Remember SlimySteve.com?: Capitol Times’ Kyra Haas broke down the Arizona Supreme Court case in which Republican Rep. Wendy Rogers faces a defamation suit from a talent agency that employed her one-time congressional opponent, former lawmaker Steve Smith. She implied the agency engaged in sex trafficking, and the agency sued.
Arizona ain’t one of those states: Some states are trying to stop prison gerrymandering, the practice of counting prisoners, who often cannot vote, in their prisons rather than their homes, for redistricting purposes, NPR reports.
There’s a new nerdy podcast in town. The Maricopa County Office of the Public Defender and the county library district teamed up for a podcast called “Know Your Rights,” which launched this summer. Podcast episodes discuss all sorts of elements that relate to our legal rights, like mental health rights, conservatorships (#FreeBritney), protest rights, juvenile justice, bicycle laws, LGBTQ+ rights, rights restoration and more. A forthcoming episode will dive into the “devious licks” TikTok challenge (essentially, stealing shit from schools) and how it led to criminal charges for Arizona students. You can find it on most major podcast apps and at this link.
Surprising no one, former President Donald Trump endorsed Republican gubernatorial candidate Kari Lake yesterday. Using a silly amount of random capitalization, Trump noted Lake’s record on Crime, Border, Second Amendment, Military and Election Integrity. He said she would fight fake news and cancel culture. “She will do a far better job than RINO Governor Doug Ducey—won’t even be a contest!” Trump said.
We take that back: One man was surprised. Matt Salmon, another Republican gubernatorial candidate who was hoping for the Trump bump, responded to Trump’s endorsement with derision, saying Lake wasn’t a conservative or a Republican and was not a MAGA candidate. He called Lake a “lifelong member of the liberal media who knows how to put on a show.” Lake formerly worked as an anchor at the local Fox affiliate.

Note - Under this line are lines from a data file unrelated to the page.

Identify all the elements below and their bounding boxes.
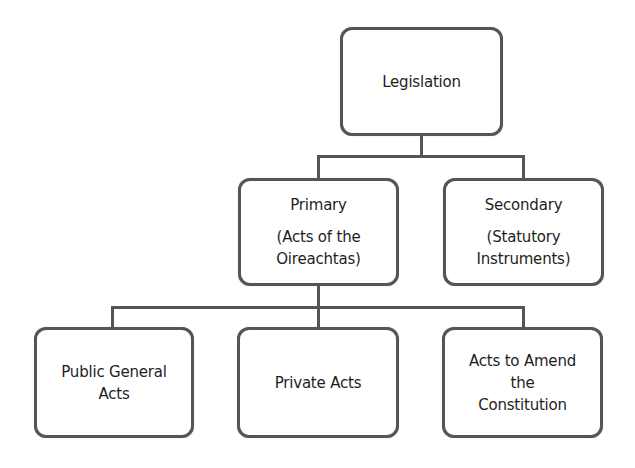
node-secondary-title: Secondary [485,194,563,216]
node-legislation-label: Legislation [382,71,461,93]
node-secondary: Secondary (Statutory Instruments) [443,178,604,286]
node-private-acts-line-1: Private Acts [275,372,362,394]
node-primary-title: Primary [290,194,347,216]
node-primary: Primary (Acts of the Oireachtas) [238,178,399,286]
node-secondary-line-1: (Statutory [487,226,561,248]
connector-level2-bar [317,155,525,158]
node-public-general-acts-line-2: Acts [98,383,129,405]
node-acts-to-amend-constitution: Acts to Amend the Constitution [442,327,603,438]
node-acts-to-amend-line-1: Acts to Amend [469,350,576,372]
connector-to-primary [317,155,320,179]
node-legislation: Legislation [340,27,503,136]
node-public-general-acts-line-1: Public General [61,361,166,383]
node-acts-to-amend-line-3: Constitution [478,394,567,416]
node-private-acts: Private Acts [237,327,399,438]
connector-to-acts-to-amend [522,306,525,329]
connector-to-public-general-acts [111,306,114,329]
node-primary-line-1: (Acts of the [276,226,360,248]
connector-to-secondary [522,155,525,179]
node-public-general-acts: Public General Acts [34,327,194,438]
node-primary-line-2: Oireachtas) [276,248,361,270]
node-acts-to-amend-line-2: the [510,372,534,394]
connector-level3-bar [111,306,525,309]
node-secondary-line-2: Instruments) [477,248,571,270]
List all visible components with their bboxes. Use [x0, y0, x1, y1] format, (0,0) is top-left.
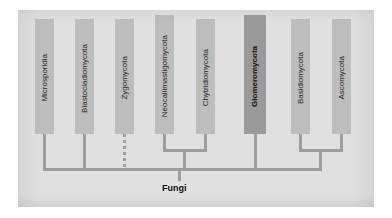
branch-blastocladiomycota [83, 134, 86, 170]
taxon-bar-blastocladiomycota[interactable]: Blastocladiomycota [75, 19, 94, 134]
branch-microsporidia [43, 134, 46, 170]
taxon-bar-glomeromycota[interactable]: Glomeromycota [244, 15, 266, 134]
root-label-fungi: Fungi [162, 183, 187, 193]
clade-stem-chytrid-group [183, 149, 186, 170]
clade-stem-dikarya [319, 149, 322, 170]
diagram-panel: Microsporidia Blastocladiomycota Zygomyc… [18, 10, 374, 207]
taxon-label-chytridiomycota: Chytridiomycota [202, 46, 210, 106]
taxon-bar-neocallimastigomycota[interactable]: Neocallimastigomycota [155, 15, 174, 134]
taxon-bar-ascomycota[interactable]: Ascomycota [332, 19, 351, 134]
taxon-label-neocallimastigomycota: Neocallimastigomycota [161, 32, 169, 117]
taxon-bar-microsporidia[interactable]: Microsporidia [35, 19, 54, 134]
taxon-label-basidiomycota: Basidiomycota [297, 49, 305, 104]
taxon-label-blastocladiomycota: Blastocladiomycota [81, 41, 89, 113]
root-stem [178, 168, 181, 181]
taxon-label-zygomycota: Zygomycota [121, 53, 129, 100]
taxon-label-microsporidia: Microsporidia [41, 51, 49, 102]
taxon-bar-basidiomycota[interactable]: Basidiomycota [291, 19, 310, 134]
taxon-bar-chytridiomycota[interactable]: Chytridiomycota [196, 19, 215, 134]
branch-glomeromycota [254, 134, 257, 170]
taxon-bar-zygomycota[interactable]: Zygomycota [115, 19, 134, 134]
phylogenetic-tree-figure: Microsporidia Blastocladiomycota Zygomyc… [0, 0, 392, 218]
branch-zygomycota-uncertain [123, 134, 126, 170]
tree-backbone [43, 168, 322, 171]
taxon-label-ascomycota: Ascomycota [338, 53, 346, 100]
taxon-label-glomeromycota: Glomeromycota [251, 43, 259, 107]
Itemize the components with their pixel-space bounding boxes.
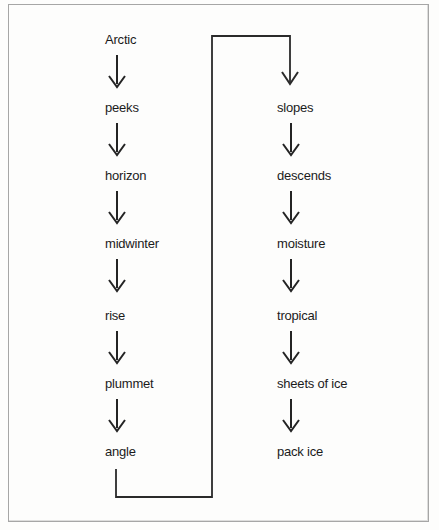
down-arrow-icon xyxy=(278,329,304,367)
flow-term-sheets-of-ice: sheets of ice xyxy=(277,375,347,393)
flow-term-midwinter: midwinter xyxy=(105,235,159,253)
flow-term-horizon: horizon xyxy=(105,167,146,185)
down-arrow-icon xyxy=(104,257,130,295)
down-arrow-icon xyxy=(104,329,130,367)
down-arrow-icon xyxy=(278,257,304,295)
flow-term-plummet: plummet xyxy=(105,375,153,393)
flow-term-peeks: peeks xyxy=(105,99,139,117)
down-arrow-icon xyxy=(104,121,130,159)
worksheet-page: Arctic peeks horizon midwinter rise plum… xyxy=(0,0,439,530)
flow-term-tropical: tropical xyxy=(277,307,317,325)
flow-term-angle: angle xyxy=(105,443,136,461)
flow-term-arctic: Arctic xyxy=(105,31,136,49)
flow-term-moisture: moisture xyxy=(277,235,325,253)
down-arrow-icon xyxy=(278,121,304,159)
down-arrow-icon xyxy=(104,397,130,435)
flow-term-slopes: slopes xyxy=(277,99,313,117)
flow-term-rise: rise xyxy=(105,307,125,325)
down-arrow-icon xyxy=(278,189,304,227)
flow-term-pack-ice: pack ice xyxy=(277,443,323,461)
loop-connector-line xyxy=(0,0,439,530)
flow-term-descends: descends xyxy=(277,167,331,185)
down-arrow-icon xyxy=(278,397,304,435)
down-arrow-icon xyxy=(104,189,130,227)
down-arrow-icon xyxy=(104,53,130,91)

The Arizona Independent Redistricting Commission will host a listening tour and presentation at Cactus Shadows Fine Arts Center, 33606 N. 60th St., Scottsdale, with a satellite viewing location at the Tucson Convention Center, Copper Ballroom, 260 S. Church Ave., Tucson. You can also watch along here.
Republican gubernatorial candidate and Trump endorsee Kari Lake will speak to the Sun City Republican Club at 6:30 pm. at the Sundial Recreation Center, 14801 N. 103rd Ave. in Sun City.